To his opponents, that culture and rhetoric culminated in the January 6 2021 attack on the Capitol, which Trump had fanned by issuing unsubstantiated claims of election fraud and pleas for his supporters to “fight”.
Biden entered the White House four years ago with a promise to restore decency and civility. But that has not panned out.
As Ali observed, many Trump supporters remain convinced that the left could never accept Trump’s victory in 2016 and so set about trying to delegitimise him, including by caricaturing him as a monster and would-be dictator. That has not made Maga supporters receptive to Biden’s appeals for comity.
Meanwhile, the nation has become inured to acts of political violence that had previously seemed unimaginable. Among them was the attack two years ago on Paul Pelosi, the husband of then-House Speaker Nancy Pelosi, by a hammer-wielding man who had broken into their San Francisco home.
The attacker told police he had been targeting the Speaker, a powerful Democrat who has become a hated figure on the right, and was carrying zip ties, a rope and tape.
The attack bore resemblance to a plot two years earlier by a group of rightwing militia members in Michigan to kidnap the state’s Democratic governor, Gretchen Whitmer.
With less than four months remaining in what both sides sometimes say is an existential election for the country, there is little reason to believe that the atmosphere will ease.
Trump’s stump speeches have regularly warned supporters that they are on the brink of losing their country to a group of violent socialists — and that was before he was shot.
As his own campaign has sputtered, a frail Biden has attempted to generate energy by shifting the focus back to warnings about the threat posed by Trump.

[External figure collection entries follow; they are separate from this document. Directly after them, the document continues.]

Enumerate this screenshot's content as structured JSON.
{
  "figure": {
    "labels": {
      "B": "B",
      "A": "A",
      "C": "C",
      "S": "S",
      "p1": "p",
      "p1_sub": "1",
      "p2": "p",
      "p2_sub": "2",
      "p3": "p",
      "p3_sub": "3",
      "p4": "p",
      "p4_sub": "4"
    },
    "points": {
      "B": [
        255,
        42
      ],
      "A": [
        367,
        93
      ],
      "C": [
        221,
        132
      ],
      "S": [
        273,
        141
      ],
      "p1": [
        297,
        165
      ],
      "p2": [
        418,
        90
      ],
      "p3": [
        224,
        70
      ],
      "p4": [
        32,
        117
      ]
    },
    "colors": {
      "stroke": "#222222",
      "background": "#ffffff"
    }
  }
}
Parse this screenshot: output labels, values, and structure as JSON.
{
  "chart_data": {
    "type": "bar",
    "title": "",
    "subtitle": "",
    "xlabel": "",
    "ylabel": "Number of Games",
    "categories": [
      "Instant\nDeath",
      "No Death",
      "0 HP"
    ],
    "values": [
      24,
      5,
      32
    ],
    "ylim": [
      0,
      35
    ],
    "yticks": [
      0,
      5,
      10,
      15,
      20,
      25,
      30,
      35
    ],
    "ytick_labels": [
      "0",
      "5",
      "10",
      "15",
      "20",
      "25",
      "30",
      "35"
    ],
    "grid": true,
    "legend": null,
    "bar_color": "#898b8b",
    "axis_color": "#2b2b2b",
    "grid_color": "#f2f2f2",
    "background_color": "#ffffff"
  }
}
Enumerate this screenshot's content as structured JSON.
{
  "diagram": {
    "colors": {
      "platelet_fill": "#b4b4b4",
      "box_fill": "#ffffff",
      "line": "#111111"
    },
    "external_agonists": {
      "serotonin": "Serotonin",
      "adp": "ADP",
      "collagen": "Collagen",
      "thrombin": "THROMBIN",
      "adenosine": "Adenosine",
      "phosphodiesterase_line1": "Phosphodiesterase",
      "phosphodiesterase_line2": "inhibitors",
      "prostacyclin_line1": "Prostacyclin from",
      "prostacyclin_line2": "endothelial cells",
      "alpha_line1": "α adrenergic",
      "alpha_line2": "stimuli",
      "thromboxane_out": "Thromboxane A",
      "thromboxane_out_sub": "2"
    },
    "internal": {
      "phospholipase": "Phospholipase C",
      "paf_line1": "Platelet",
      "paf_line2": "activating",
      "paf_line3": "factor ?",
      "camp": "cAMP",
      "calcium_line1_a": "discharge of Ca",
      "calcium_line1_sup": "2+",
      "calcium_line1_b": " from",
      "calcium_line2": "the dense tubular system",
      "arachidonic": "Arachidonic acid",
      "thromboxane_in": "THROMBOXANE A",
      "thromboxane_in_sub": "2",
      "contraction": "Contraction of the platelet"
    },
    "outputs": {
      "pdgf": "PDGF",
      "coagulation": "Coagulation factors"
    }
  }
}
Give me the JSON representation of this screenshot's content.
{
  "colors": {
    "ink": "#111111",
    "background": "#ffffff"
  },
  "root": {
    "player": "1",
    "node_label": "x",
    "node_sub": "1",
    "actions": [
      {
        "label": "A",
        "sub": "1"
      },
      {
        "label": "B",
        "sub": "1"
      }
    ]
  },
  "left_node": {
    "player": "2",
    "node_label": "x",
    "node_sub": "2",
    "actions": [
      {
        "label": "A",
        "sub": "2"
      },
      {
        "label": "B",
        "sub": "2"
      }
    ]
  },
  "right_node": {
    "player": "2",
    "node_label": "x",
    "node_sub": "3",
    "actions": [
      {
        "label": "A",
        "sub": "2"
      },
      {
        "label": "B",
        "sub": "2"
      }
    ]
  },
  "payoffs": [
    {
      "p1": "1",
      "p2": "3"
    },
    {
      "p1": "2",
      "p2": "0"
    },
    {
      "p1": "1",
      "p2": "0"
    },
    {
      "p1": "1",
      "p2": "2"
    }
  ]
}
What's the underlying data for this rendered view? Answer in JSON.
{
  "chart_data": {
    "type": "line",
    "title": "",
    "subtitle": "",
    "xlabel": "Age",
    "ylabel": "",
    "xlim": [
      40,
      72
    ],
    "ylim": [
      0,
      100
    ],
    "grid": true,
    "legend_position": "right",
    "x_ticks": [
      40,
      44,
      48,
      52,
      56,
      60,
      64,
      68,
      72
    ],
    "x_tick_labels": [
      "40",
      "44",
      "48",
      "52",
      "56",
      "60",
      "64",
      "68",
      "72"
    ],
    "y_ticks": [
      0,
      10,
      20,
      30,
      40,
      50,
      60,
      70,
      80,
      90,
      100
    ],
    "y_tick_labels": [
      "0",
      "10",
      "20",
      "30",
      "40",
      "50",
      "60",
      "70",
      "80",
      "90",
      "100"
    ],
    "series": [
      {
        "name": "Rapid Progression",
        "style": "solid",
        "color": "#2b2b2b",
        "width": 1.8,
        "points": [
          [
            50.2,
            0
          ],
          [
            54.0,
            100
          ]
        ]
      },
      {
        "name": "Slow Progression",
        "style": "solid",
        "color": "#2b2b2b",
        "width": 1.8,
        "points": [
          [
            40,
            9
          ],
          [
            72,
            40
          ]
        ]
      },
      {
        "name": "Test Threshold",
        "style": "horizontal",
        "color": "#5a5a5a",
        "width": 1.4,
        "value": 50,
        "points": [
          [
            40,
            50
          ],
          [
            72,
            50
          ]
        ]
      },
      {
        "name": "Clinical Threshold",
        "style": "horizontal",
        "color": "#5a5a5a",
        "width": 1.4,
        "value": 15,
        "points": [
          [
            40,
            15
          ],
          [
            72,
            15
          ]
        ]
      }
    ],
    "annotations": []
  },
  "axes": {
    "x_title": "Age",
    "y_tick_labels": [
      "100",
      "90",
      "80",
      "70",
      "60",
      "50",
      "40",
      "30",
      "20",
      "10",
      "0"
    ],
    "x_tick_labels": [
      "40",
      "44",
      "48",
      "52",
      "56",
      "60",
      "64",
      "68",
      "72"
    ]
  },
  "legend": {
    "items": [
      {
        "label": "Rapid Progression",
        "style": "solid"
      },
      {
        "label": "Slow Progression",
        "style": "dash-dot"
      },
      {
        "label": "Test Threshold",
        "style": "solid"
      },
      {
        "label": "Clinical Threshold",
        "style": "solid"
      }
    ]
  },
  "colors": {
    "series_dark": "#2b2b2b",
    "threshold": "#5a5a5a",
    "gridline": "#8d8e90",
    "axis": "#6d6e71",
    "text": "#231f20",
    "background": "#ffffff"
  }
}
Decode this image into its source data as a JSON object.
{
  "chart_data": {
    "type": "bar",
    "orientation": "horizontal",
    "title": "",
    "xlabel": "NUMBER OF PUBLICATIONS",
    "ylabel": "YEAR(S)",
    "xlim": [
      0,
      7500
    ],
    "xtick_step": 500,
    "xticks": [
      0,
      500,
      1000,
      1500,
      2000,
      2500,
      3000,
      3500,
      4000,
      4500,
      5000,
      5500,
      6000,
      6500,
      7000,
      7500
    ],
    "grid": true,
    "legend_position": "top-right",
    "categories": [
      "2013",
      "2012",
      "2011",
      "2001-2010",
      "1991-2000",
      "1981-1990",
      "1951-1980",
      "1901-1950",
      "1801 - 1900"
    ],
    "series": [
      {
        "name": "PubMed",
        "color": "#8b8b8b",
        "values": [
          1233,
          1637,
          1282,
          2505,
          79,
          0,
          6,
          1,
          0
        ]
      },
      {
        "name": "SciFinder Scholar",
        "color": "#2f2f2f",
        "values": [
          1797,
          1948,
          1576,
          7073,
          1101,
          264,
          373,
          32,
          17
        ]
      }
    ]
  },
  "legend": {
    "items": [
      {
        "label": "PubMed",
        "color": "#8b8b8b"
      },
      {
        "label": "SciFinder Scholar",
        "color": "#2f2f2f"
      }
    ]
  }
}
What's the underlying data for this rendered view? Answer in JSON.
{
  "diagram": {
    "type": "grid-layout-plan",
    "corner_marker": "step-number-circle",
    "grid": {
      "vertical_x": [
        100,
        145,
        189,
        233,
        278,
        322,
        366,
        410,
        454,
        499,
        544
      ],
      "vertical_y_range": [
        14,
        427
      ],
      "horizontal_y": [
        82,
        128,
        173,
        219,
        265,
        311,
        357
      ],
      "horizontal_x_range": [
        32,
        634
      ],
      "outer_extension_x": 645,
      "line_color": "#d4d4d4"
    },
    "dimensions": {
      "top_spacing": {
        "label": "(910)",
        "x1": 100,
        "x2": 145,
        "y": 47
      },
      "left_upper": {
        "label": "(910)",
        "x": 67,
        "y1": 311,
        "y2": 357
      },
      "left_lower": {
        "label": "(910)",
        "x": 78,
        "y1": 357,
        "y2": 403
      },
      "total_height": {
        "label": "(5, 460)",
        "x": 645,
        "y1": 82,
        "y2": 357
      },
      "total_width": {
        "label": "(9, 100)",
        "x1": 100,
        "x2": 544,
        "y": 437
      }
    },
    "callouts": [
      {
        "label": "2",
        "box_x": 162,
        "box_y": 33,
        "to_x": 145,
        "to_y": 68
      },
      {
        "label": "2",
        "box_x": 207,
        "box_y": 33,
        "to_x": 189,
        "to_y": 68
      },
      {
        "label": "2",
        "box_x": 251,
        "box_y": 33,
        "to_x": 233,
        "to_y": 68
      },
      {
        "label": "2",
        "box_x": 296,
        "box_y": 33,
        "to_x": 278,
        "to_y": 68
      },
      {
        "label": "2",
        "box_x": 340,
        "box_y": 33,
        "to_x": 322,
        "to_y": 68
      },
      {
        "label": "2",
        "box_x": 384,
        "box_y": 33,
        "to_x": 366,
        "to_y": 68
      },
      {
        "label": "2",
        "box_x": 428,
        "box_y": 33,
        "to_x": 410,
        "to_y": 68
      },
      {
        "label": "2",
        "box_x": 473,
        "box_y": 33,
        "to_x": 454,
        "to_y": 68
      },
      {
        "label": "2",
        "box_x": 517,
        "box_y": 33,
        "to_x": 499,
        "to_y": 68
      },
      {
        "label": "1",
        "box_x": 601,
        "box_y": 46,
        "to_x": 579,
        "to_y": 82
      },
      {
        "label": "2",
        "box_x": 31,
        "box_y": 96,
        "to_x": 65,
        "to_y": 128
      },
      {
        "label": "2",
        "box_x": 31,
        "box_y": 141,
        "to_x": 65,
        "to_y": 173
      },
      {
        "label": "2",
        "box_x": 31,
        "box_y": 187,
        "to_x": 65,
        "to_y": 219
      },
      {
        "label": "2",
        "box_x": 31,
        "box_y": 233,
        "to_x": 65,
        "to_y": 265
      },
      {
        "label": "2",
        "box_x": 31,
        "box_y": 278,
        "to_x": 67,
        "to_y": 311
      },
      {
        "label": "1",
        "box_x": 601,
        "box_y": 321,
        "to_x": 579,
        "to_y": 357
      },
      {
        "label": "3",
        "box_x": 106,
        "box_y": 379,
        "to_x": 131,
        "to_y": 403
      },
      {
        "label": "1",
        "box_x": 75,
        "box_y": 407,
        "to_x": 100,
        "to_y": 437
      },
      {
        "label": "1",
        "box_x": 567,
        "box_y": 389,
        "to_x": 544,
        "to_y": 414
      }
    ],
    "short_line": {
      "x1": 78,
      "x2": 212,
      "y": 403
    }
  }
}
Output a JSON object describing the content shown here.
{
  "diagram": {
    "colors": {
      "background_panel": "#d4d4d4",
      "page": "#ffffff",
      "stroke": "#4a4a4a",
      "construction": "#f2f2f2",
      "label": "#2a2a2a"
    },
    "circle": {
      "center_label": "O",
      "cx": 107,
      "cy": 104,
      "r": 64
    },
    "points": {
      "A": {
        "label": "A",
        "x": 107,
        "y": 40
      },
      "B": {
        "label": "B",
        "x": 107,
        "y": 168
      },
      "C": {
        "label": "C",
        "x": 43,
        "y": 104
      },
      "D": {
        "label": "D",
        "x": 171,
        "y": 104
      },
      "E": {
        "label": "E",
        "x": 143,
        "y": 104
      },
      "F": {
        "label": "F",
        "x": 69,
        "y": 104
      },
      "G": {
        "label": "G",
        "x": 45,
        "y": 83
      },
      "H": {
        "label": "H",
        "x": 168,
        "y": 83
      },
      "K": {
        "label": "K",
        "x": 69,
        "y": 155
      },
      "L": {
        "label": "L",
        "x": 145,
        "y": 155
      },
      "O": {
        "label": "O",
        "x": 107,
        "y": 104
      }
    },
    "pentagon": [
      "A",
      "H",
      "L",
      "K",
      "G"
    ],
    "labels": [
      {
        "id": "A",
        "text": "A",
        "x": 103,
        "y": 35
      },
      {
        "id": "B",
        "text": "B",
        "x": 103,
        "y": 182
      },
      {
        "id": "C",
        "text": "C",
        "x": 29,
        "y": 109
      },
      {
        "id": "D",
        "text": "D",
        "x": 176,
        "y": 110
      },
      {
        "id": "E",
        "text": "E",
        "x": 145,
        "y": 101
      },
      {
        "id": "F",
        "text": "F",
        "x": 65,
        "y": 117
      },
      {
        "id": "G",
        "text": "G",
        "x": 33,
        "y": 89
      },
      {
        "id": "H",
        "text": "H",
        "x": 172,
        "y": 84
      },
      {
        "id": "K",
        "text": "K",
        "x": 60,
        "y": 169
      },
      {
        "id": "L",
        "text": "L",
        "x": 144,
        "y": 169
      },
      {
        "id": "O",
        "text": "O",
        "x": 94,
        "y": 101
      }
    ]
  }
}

“Americans want a president, not a dictator,” Biden said on Friday, a day before the shooting, at a rally in Detroit. His supporters have erected billboards in key battleground states that warn of “Trump’s plan to be a dictator on Day 1”.
Even as Trump and Biden turned to a new message of unity and cooler heads, Varon was among those doubting that America had seen an end to its dark political discourse.
“Both sides have incentive to continue to demonise their adversary,” he said.